Search and Seizure Without a Warrant

Reasonable Belief and Reasonable Suspicion

Although reasonable belief and reasonable suspicion may seem like the same thing, they are two different standards at law. Reasonable suspicion is a lower standard, requiring ‘I suspect but I cannot prove’. Belief ‘is an inclination of the mind towards assenting to, rather than rejecting, a proposition’. Simply but: suspicion is like a teetering seesaw, and belief is a seesaw with one side more heavily weighted. Different provisions in statutes will set a standard of reasonable belief or reasonable suspicion.

The statutes that apply most frequently for the purposes of search are: the Police Offences Act 1935 (Tas) and the Misuse of Drugs Act 2001 (Tas).

The police have the power to search a hawker’s pack if he reasonably supsects that it contains stolen goods or goods that it is unlawful to sell (s57APolice Offences Act).

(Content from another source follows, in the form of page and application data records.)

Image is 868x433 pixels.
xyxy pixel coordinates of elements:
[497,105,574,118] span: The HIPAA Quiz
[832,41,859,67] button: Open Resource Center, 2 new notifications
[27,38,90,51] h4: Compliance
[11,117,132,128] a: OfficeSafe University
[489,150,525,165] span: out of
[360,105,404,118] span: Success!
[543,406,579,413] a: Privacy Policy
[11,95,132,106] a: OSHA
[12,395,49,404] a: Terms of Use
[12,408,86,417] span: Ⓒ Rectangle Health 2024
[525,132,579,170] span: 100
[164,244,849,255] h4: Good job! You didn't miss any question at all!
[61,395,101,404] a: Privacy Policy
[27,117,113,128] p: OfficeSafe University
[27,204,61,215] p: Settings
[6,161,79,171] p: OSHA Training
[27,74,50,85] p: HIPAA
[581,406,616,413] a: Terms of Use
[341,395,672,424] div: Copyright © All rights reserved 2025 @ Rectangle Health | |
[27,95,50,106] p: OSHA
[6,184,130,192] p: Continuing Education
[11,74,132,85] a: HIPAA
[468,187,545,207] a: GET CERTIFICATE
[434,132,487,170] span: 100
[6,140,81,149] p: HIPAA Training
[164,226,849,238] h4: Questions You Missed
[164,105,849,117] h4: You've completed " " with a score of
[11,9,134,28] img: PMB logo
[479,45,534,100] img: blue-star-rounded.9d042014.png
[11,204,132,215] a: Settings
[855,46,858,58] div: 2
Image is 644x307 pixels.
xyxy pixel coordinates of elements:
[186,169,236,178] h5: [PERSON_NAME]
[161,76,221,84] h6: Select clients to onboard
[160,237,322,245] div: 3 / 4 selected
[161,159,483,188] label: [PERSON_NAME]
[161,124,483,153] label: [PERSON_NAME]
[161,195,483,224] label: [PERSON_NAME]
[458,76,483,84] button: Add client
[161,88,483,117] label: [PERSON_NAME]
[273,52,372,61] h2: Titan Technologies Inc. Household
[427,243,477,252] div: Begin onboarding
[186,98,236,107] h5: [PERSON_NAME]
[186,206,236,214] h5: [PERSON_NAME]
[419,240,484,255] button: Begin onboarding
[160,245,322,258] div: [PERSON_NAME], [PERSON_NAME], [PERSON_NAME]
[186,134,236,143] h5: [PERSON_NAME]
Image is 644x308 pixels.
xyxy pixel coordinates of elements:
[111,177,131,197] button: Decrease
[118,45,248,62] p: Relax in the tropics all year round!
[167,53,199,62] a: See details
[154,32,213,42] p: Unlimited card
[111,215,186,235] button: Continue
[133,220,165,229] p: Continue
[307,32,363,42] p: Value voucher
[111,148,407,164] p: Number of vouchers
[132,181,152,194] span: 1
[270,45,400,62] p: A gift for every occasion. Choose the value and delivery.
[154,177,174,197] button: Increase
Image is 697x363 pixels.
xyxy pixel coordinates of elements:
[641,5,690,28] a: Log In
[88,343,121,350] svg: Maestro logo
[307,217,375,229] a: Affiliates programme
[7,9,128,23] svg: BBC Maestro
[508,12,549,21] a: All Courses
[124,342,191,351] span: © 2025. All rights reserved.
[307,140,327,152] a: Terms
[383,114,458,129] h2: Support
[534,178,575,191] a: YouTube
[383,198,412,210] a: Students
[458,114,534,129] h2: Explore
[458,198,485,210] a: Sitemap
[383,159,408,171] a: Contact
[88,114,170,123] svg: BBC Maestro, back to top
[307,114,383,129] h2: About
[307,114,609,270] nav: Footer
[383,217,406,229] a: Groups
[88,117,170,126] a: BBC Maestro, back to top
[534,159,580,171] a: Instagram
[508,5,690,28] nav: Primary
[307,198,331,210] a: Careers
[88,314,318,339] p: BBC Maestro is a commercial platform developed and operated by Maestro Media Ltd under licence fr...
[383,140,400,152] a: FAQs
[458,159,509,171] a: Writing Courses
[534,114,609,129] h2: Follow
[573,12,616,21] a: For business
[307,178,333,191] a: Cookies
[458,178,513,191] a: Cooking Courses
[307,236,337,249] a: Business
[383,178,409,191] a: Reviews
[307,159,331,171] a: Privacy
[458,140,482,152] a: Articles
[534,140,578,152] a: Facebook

The police have the power to stop, search and detain any person reasonably suspected to have anything in their possession which is stolen, unlawfully obtained or intended for use in committing an indictable offence.

Stolen Goods

Police have the power to seize suspected stolen goods from a person if the seizure does not cause any harm to the person in the course of the seizure. For example, if the person has a shopping bag the police can seize this, but if the person is wearing stolen underwear, or jewellery, the nature of the item may cause the seizure to be an assault.

Drugs

Under the Misuse of Drugs Act 2001 (MODA) section 29, police officers must have reasonable belief before they can search a person, conveyance, or animal for a controlled substance (drugs).

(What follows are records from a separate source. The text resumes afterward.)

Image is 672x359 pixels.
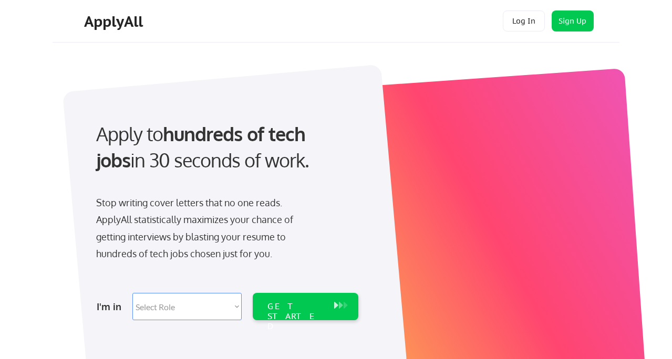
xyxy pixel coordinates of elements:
div: I'm in [97,298,126,315]
button: Sign Up [551,11,593,32]
div: GET STARTED [267,301,323,332]
button: Log In [503,11,545,32]
div: ApplyAll [84,13,146,30]
div: Apply to in 30 seconds of work. [96,121,354,174]
strong: hundreds of tech jobs [96,122,310,172]
div: Stop writing cover letters that no one reads. ApplyAll statistically maximizes your chance of get... [96,194,312,263]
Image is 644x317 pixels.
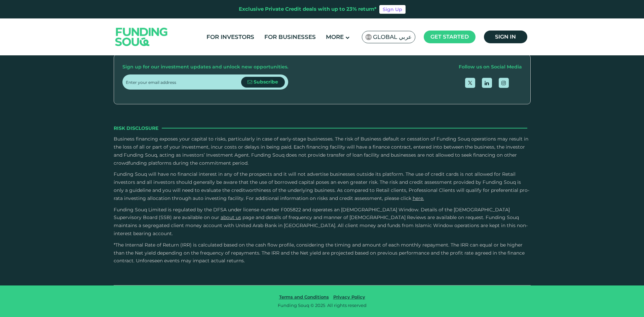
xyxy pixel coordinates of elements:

There are also powers of personal search under MODA section 30, which can mean a cavity search. If a police officer reasonably suspects the presence of controlled substances in a person’s rectum or vagina, they must have a magistrate’s order allowing a medical practitioner to search the person’s body cavity or cavities. Strip searches can be performed if the necessary standard of reasonable belief has been reached.

Other powers in regard to drugs are contained within the Poisons Act 1971 (Tas). Many of the powers are similar in the MODA and the Poisons Act for search and seizure. The Poisons Act authorises the seizure of money or valuables where the MODA does not do so.

Premises

Police can search a person or premises for the purposes of investigating a crime when the owner or occupier consents to the search. Other than in the situations covered by statute, police cannot lawfully enter or remain on premises uninvited merely to question a person. If the person does not consent then a search warrant is required. However, if police are entering premises for the purposes of arrest, they have the power to search the premises if they have reasonable grounds for believing that a person named in a warrant for arrest is present (s26ACriminal Code Act 1924 (Tas)). They can also enter premises if they reasonably suspect that a breach of the peace, or other offence, is likely to take place. If someone is arrested on the premises, police can enter the premises, without a warrant, and search that person and their possessions.

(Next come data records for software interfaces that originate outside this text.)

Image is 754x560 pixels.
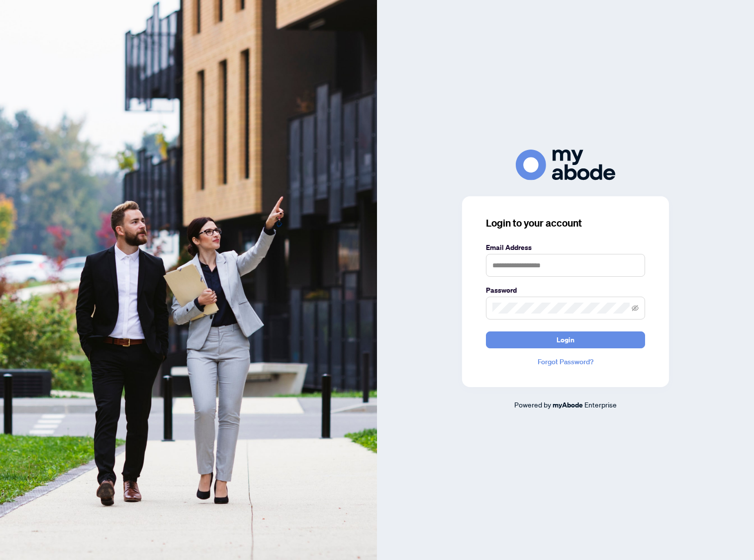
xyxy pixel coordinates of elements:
img: ma-logo [516,150,615,180]
button: Login [486,331,645,349]
span: Powered by [514,400,551,409]
label: Password [486,284,645,296]
label: Email Address [486,242,645,253]
h3: Login to your account [486,216,645,230]
a: myAbode [553,400,583,411]
span: eye-invisible [632,305,639,311]
span: Login [556,332,574,348]
span: Enterprise [585,400,616,409]
a: Forgot Password? [486,356,645,367]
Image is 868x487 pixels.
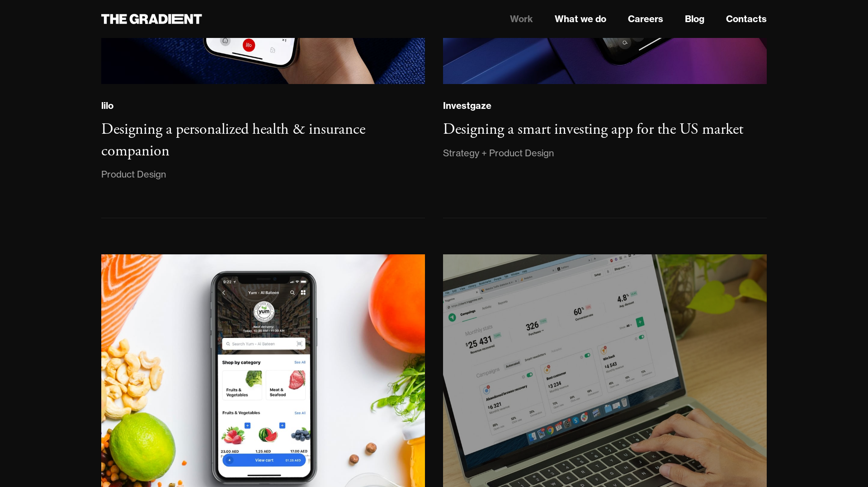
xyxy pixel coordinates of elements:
a: Work [510,13,533,26]
div: Product Design [101,167,166,182]
h3: Designing a personalized health & insurance companion [101,120,365,161]
a: Contacts [726,13,767,26]
div: Investgaze [443,100,492,112]
a: Careers [628,13,664,26]
div: Strategy + Product Design [443,146,554,160]
a: What we do [555,13,606,26]
h3: Designing a smart investing app for the US market [443,120,743,139]
div: lilo [101,100,114,112]
a: Blog [685,13,704,26]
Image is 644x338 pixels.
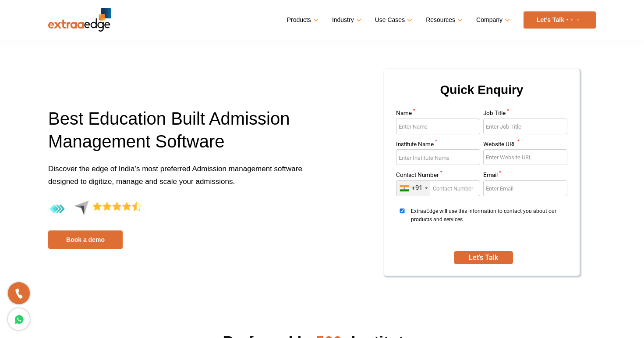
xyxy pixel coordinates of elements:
[287,14,317,26] a: Products
[396,110,480,118] label: Name
[484,149,567,165] input: Enter Website URL
[484,141,567,150] label: Website URL
[484,180,567,196] input: Enter Email
[396,149,480,165] input: Enter Institute Name
[484,110,567,118] label: Job Title
[396,208,408,213] input: ExtraaEdge will use this information to contact you about our products and services.
[48,230,123,249] a: Book a demo
[396,118,480,134] input: Enter Name
[48,107,316,162] h1: Best Education Built Admission Management Software
[394,79,569,110] h2: Quick Enquiry
[454,251,513,264] button: SUBMIT
[332,14,360,26] a: Industry
[375,14,411,26] a: Use Cases
[426,14,461,26] a: Resources
[524,11,596,29] a: Let’s Talk
[484,172,567,180] label: Email
[411,207,565,240] span: ExtraaEdge will use this information to contact you about our products and services.
[396,180,480,196] input: Enter Contact Number
[397,181,431,196] div: India (भारत): +91
[484,118,567,134] input: Enter Job Title
[477,14,508,26] a: Company
[412,184,422,192] div: +91
[396,141,480,150] label: Institute Name
[48,200,142,218] img: rating-by-customers
[396,172,480,180] label: Contact Number
[48,164,303,185] span: Discover the edge of India’s most preferred Admission management software designed to digitize, m...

A police officer has the power to enter and remain at premises so long as they consider it necessary to protect a person from violence. This is a special power under state domestic violence legislation that is mainly used in domestic violence situations (s10Family Violence Act 2004 (Tas)).

Firearms

The Firearms Act 1996 (Tas) allows police to search a person, any vehicle, package or thing in that person’s possession and seize any firearm or ammunition found. It also empowers them to retain, inspect and copy any record or document that appears to indicate an offence under the Act. Warrants usually require a police officer to apply to a magistrate or justice of the peace for the warrant.